Sophie B. de la Giroday Publisher

Tim’s daughter, Hannah, graduated as a vet last Sunday at Cambridge University and back at the office, Monday morning’s show was all about the ceremonial pomp steeped in history that still exists.

Picture students in their elegant robes flowing towards the graduation hall with joyful, yet elegant, parades via the city’s main avenues – and half the ceremony being held in Latin! It made me think how formal education in the Middle Ages was often only available to a small part of the population, almost exclusively at religious institutions and monastic schools for the wealthy, who could afford to pay for their tutors.
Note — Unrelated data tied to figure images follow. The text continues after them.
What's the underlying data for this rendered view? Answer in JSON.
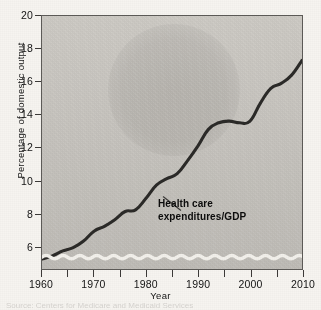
{
  "chart_data": {
    "type": "line",
    "title": "",
    "xlabel": "Year",
    "ylabel": "Percentage of domestic output",
    "xlim": [
      1960,
      2010
    ],
    "ylim": [
      4.6,
      20
    ],
    "grid": false,
    "legend": "none",
    "axis_break": true,
    "axis_break_note": "white wavy break line near bottom of plot indicating truncated y-axis",
    "y_ticks": [
      6,
      8,
      10,
      12,
      14,
      16,
      18,
      20
    ],
    "y_tick_labels": [
      "6",
      "8",
      "10",
      "12",
      "14",
      "16",
      "18",
      "20"
    ],
    "x_ticks": [
      1960,
      1965,
      1970,
      1975,
      1980,
      1985,
      1990,
      1995,
      2000,
      2005,
      2010
    ],
    "x_tick_labels": [
      "1960",
      "",
      "1970",
      "",
      "1980",
      "",
      "1990",
      "",
      "2000",
      "",
      "2010"
    ],
    "annotations": [
      {
        "text_line_1": "Health care",
        "text_line_2": "expenditures/GDP",
        "leader_line": true
      }
    ],
    "series": [
      {
        "name": "Health care expenditures/GDP",
        "color": "#2b2a28",
        "x": [
          1960,
          1962,
          1964,
          1966,
          1968,
          1970,
          1972,
          1974,
          1976,
          1978,
          1980,
          1982,
          1984,
          1986,
          1988,
          1990,
          1992,
          1994,
          1996,
          1998,
          2000,
          2002,
          2004,
          2006,
          2008,
          2010
        ],
        "values": [
          5.2,
          5.4,
          5.7,
          5.9,
          6.3,
          6.9,
          7.2,
          7.6,
          8.1,
          8.2,
          8.9,
          9.7,
          10.1,
          10.4,
          11.2,
          12.1,
          13.1,
          13.5,
          13.6,
          13.5,
          13.6,
          14.7,
          15.6,
          15.9,
          16.4,
          17.3
        ]
      }
    ]
  },
  "axes": {
    "y_label": "Percentage of domestic output",
    "x_label": "Year"
  },
  "annotation": {
    "line1": "Health care",
    "line2": "expenditures/GDP"
  },
  "source": {
    "text": "Source: Centers for Medicare and Medicaid Services"
  }
}
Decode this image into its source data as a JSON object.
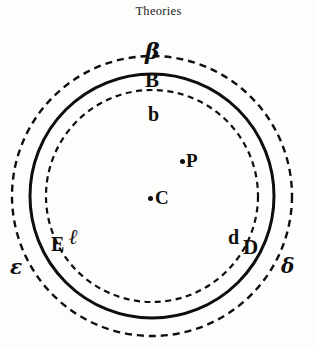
{
  "figure": {
    "title": "Theories",
    "background_color": "#fdfdfc",
    "ink_color": "#100e0c"
  },
  "geometry": {
    "center_x": 152,
    "center_y": 196,
    "outer_dashed_radius": 140,
    "solid_radius": 122,
    "inner_dashed_radius": 106
  },
  "rings": [
    {
      "name": "outer-dashed-circle",
      "style": "dashed",
      "radius": 140,
      "stroke_width": 2.4,
      "color": "#100e0c"
    },
    {
      "name": "middle-solid-circle",
      "style": "solid",
      "radius": 122,
      "stroke_width": 3.0,
      "color": "#100e0c"
    },
    {
      "name": "inner-dashed-circle",
      "style": "dashed",
      "radius": 106,
      "stroke_width": 2.2,
      "color": "#100e0c"
    }
  ],
  "labels": {
    "beta": "β",
    "B_upper": "B",
    "b_lower": "b",
    "P": "P",
    "C": "C",
    "E_upper": "E",
    "ell": "ℓ",
    "epsilon": "ε",
    "d_lower": "d",
    "D_upper": "D",
    "delta": "δ"
  },
  "points": [
    {
      "name": "point-P",
      "label": "P",
      "x": 186,
      "y": 163
    },
    {
      "name": "point-C",
      "label": "C",
      "x": 155,
      "y": 199
    }
  ],
  "ring_labels": [
    {
      "name": "label-beta",
      "text": "β",
      "ring": "outer-dashed-circle",
      "position": "top"
    },
    {
      "name": "label-B-upper",
      "text": "B",
      "ring": "middle-solid-circle",
      "position": "top"
    },
    {
      "name": "label-b-lower",
      "text": "b",
      "ring": "inner-dashed-circle",
      "position": "top"
    },
    {
      "name": "label-epsilon",
      "text": "ε",
      "ring": "outer-dashed-circle",
      "position": "lower-left"
    },
    {
      "name": "label-E-upper",
      "text": "E",
      "ring": "middle-solid-circle",
      "position": "lower-left"
    },
    {
      "name": "label-ell",
      "text": "ℓ",
      "ring": "inner-dashed-circle",
      "position": "lower-left"
    },
    {
      "name": "label-delta",
      "text": "δ",
      "ring": "outer-dashed-circle",
      "position": "lower-right"
    },
    {
      "name": "label-D-upper",
      "text": "D",
      "ring": "middle-solid-circle",
      "position": "lower-right"
    },
    {
      "name": "label-d-lower",
      "text": "d",
      "ring": "inner-dashed-circle",
      "position": "lower-right"
    }
  ]
}
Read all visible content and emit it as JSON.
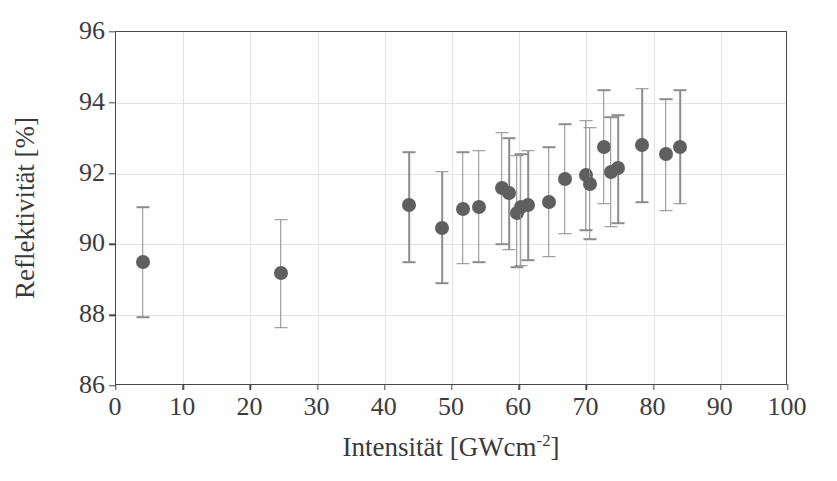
{
  "chart_data": {
    "type": "scatter",
    "title": "",
    "xlabel": "Intensität [GWcm⁻²]",
    "xlabel_base": "Intensität [GWcm",
    "xlabel_exponent": "-2",
    "xlabel_tail": "]",
    "ylabel": "Reflektivität [%]",
    "xlim": [
      0,
      100
    ],
    "ylim": [
      86,
      96
    ],
    "xticks": [
      0,
      10,
      20,
      30,
      40,
      50,
      60,
      70,
      80,
      90,
      100
    ],
    "yticks": [
      86,
      88,
      90,
      92,
      94,
      96
    ],
    "grid": true,
    "legend": "none",
    "marker_color": "#5f5f5f",
    "errorbar_color": "#8c8c8c",
    "axis_color": "#4a4a4a",
    "grid_color": "#e3e3e3",
    "series": [
      {
        "name": "Reflektivität",
        "points": [
          {
            "x": 4.0,
            "y": 89.5,
            "ylow": 87.95,
            "yhigh": 91.05
          },
          {
            "x": 24.5,
            "y": 89.2,
            "ylow": 87.65,
            "yhigh": 90.7
          },
          {
            "x": 43.6,
            "y": 91.1,
            "ylow": 89.5,
            "yhigh": 92.6
          },
          {
            "x": 48.5,
            "y": 90.45,
            "ylow": 88.9,
            "yhigh": 92.05
          },
          {
            "x": 51.6,
            "y": 91.0,
            "ylow": 89.45,
            "yhigh": 92.6
          },
          {
            "x": 54.0,
            "y": 91.05,
            "ylow": 89.5,
            "yhigh": 92.65
          },
          {
            "x": 57.4,
            "y": 91.6,
            "ylow": 90.0,
            "yhigh": 93.15
          },
          {
            "x": 58.5,
            "y": 91.45,
            "ylow": 89.85,
            "yhigh": 93.0
          },
          {
            "x": 59.6,
            "y": 90.9,
            "ylow": 89.35,
            "yhigh": 92.5
          },
          {
            "x": 60.2,
            "y": 91.05,
            "ylow": 89.4,
            "yhigh": 92.55
          },
          {
            "x": 61.3,
            "y": 91.1,
            "ylow": 89.55,
            "yhigh": 92.65
          },
          {
            "x": 64.4,
            "y": 91.2,
            "ylow": 89.65,
            "yhigh": 92.75
          },
          {
            "x": 66.8,
            "y": 91.85,
            "ylow": 90.3,
            "yhigh": 93.4
          },
          {
            "x": 69.9,
            "y": 91.95,
            "ylow": 90.4,
            "yhigh": 93.5
          },
          {
            "x": 70.5,
            "y": 91.7,
            "ylow": 90.15,
            "yhigh": 93.3
          },
          {
            "x": 72.6,
            "y": 92.75,
            "ylow": 91.15,
            "yhigh": 94.35
          },
          {
            "x": 73.6,
            "y": 92.05,
            "ylow": 90.5,
            "yhigh": 93.6
          },
          {
            "x": 74.7,
            "y": 92.15,
            "ylow": 90.6,
            "yhigh": 93.65
          },
          {
            "x": 78.3,
            "y": 92.8,
            "ylow": 91.2,
            "yhigh": 94.4
          },
          {
            "x": 81.8,
            "y": 92.55,
            "ylow": 90.95,
            "yhigh": 94.1
          },
          {
            "x": 84.0,
            "y": 92.75,
            "ylow": 91.15,
            "yhigh": 94.35
          }
        ]
      }
    ]
  }
}
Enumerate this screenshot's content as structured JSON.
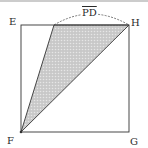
{
  "diagram": {
    "type": "geometry",
    "shape": "square with shaded triangle",
    "vertices": {
      "E": "top-left",
      "H": "top-right",
      "F": "bottom-left",
      "G": "bottom-right"
    },
    "labels": {
      "E": "E",
      "H": "H",
      "F": "F",
      "G": "G",
      "arc": "PD"
    },
    "shaded_region": "triangle P-H-F",
    "colors": {
      "stroke": "#333333",
      "shade": "#bdbdbd",
      "top_rule": "#9a9a9a"
    }
  }
}
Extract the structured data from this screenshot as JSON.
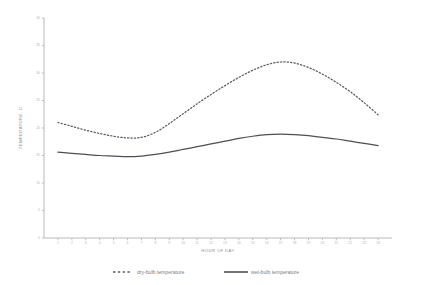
{
  "chart_data": {
    "type": "line",
    "title": "",
    "xlabel": "HOUR OF DAY",
    "ylabel": "TEMPERATURE, C",
    "xlim": [
      0,
      25
    ],
    "ylim": [
      0,
      40
    ],
    "grid": false,
    "legend_position": "bottom",
    "x_ticks": [
      1,
      2,
      3,
      4,
      5,
      6,
      7,
      8,
      9,
      10,
      11,
      12,
      13,
      14,
      15,
      16,
      17,
      18,
      19,
      20,
      21,
      22,
      23,
      24
    ],
    "y_ticks": [
      0,
      5,
      10,
      15,
      20,
      25,
      30,
      35,
      40
    ],
    "x": [
      1,
      2,
      3,
      4,
      5,
      6,
      7,
      8,
      9,
      10,
      11,
      12,
      13,
      14,
      15,
      16,
      17,
      18,
      19,
      20,
      21,
      22,
      23,
      24
    ],
    "series": [
      {
        "name": "dry-bulb temperature",
        "style": "dotted",
        "color": "#5b5b63",
        "values": [
          21.0,
          20.3,
          19.6,
          19.0,
          18.5,
          18.2,
          18.3,
          19.2,
          20.8,
          22.6,
          24.4,
          26.1,
          27.7,
          29.2,
          30.5,
          31.5,
          32.0,
          31.8,
          31.0,
          29.8,
          28.3,
          26.6,
          24.6,
          22.4
        ]
      },
      {
        "name": "wet-bulb temperature",
        "style": "solid",
        "color": "#4e4e56",
        "values": [
          15.6,
          15.4,
          15.2,
          15.0,
          14.9,
          14.8,
          14.9,
          15.2,
          15.6,
          16.1,
          16.6,
          17.1,
          17.6,
          18.1,
          18.5,
          18.8,
          18.9,
          18.8,
          18.6,
          18.3,
          18.0,
          17.6,
          17.2,
          16.8
        ]
      }
    ]
  },
  "legend": {
    "entries": [
      {
        "label": "dry-bulb temperature",
        "style": "dotted"
      },
      {
        "label": "wet-bulb temperature",
        "style": "solid"
      }
    ]
  }
}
Although the earliest universities started teaching almost a millennium ago, universal education has been a recent development, only becoming of age in many countries after 1850. I studied at Padua, the world’s third oldest and the first free-thinking, or ‘laic’ university – actually the first to see a woman, Elena Lucrezia Cornaro Piscopa, get a degree back in 1678. It is now fascinating to see the King Fahd University of Saudi Arabia inaugurating the Kingdoms’ first university for women, developing a state-of-the-art urbanistic project to host a microcosm for female students living on an eight million sq meter campus with a dedicated subway and all the services that a 21st century student may expect from a most advance, modern academic infrastructure.

Today, thousands of institutions exist around the world and see millions of students pass through their doors into the real world armed with qualifications in an array of subjects. Access to information has never been so widespread and all the issues that our auto ID industry addresses are evident in higher education establishments tasked with today’s need for education on mass. Security, attendance levels, identification, access to services, contactless payments and e-commerce, privacy, data protection and even anti-fraud measures proliferate as requirements in any university – whether modern or ancient. So, although the old traditions are maintained for posterity and upheld for the Alma Mater principle, high-tech knowledge, expertise and solutions are of equal importance – if not more so – in order to maintain continuity, order and efficiency - and protect the customs and protocols established so long ago.

And I am so pleased that these traditions will be passed on now in the digital age, via a legacy of female students from Elena to Hannah to the many Safiyas or Ayshas, who will continue our centuries-long journey in the academic world from generation to generation.